With that, the doctor continued by sharing how life was for her when she wasn’t embraced as a trans woman.

“Once I started to transition my church asked me to leave,” said Arrowsmith. That is until she saw and heard a message from God. 

“I made you who you are, now go and help others,” recalls Arrowsmith hearing in prayer. 

Her faith became an incredibly strong part of helping other trans, nonbinary, and gender-expansive people in and outside of the church. 

The same applied to Kelly Kemp, a Certified Child Life Specialist. Kemp was a Roman Catholic who eventually became an Evangelical Protestant. She raised her kids in a “purity culture” house until her children began sharing they were LGBTQ, she told the panel audience. 

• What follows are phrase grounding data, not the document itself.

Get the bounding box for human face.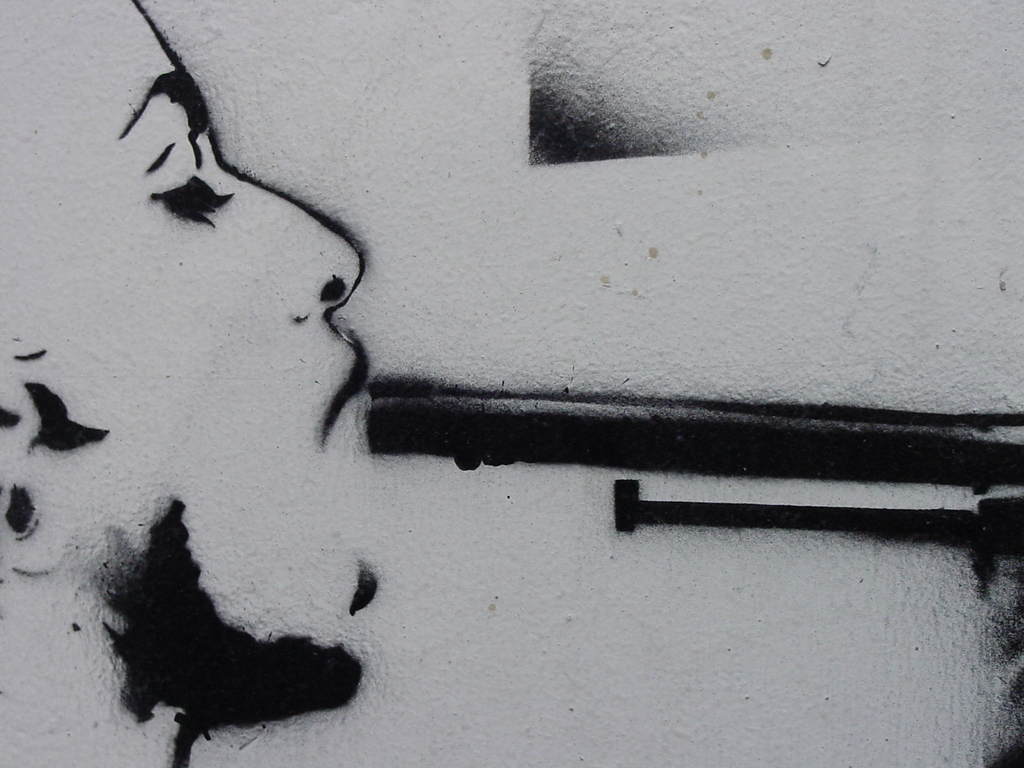
rect(84, 2, 369, 462).
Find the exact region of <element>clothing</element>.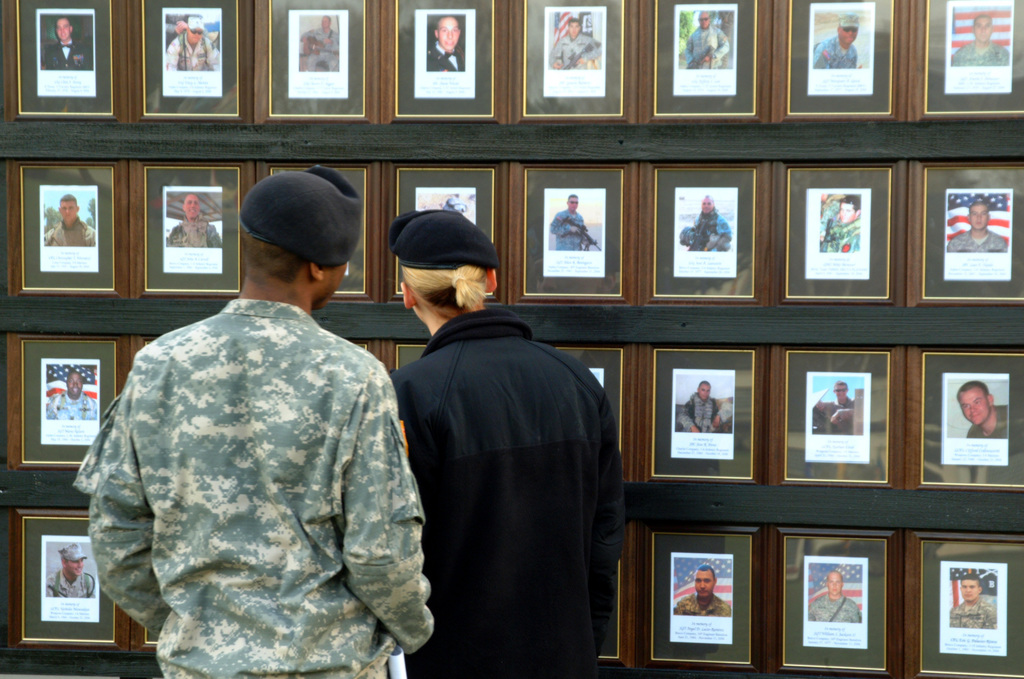
Exact region: crop(680, 389, 719, 434).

Kelly Kemp, white with dark eyes and rosy cheeks; she has short red hair, she wears a dark blouse and smiles in front of a blurred background

While Kemp wasn’t always affirming – even sharing how she and her husband pushed her firstborn into conversion therapy – she changed. She changed because she realized her children were born LGBTQ. 

Kemp told the audience how she began seeking out LGBTQ people of faith. 

“We found an affirming church and never looked back,” said Kemp. 

However, this wasn’t the case for all panelists. Elliot Parker, a public health graduate at Oklahoma State University, said finding an affirming church was never in the books for him. “I’m very much an atheist,” Parker said. 

Elliot Parker, pale skin, brown hair, wearing rectangle framed glasses and a dark contrast seamed shirt

Through his recovery from the church, Parker built out a goal to systematically improve the social determinants of health for marginalized Oklahomans through education, advocacy, and community engagement. 

Overall panelists left the audience with a message of hope. 

“Learn your LGBTQ IQ,” Kemp said. 

Dr. Carlozzi told listeners to remember that “pride is the anecdote to shame.”

“The people doing this care are extensively trained,” said Dr. Shauna Lawlis. 

Shauna Lawlis, white, light brown hair, dark eyes and rectangle framed glasses, toothy smile wearing a white lab coat and floral blouse

The panel discussion was recorded and will be available for viewing once uploaded to the web. This posting will be updated with the panel discussion link.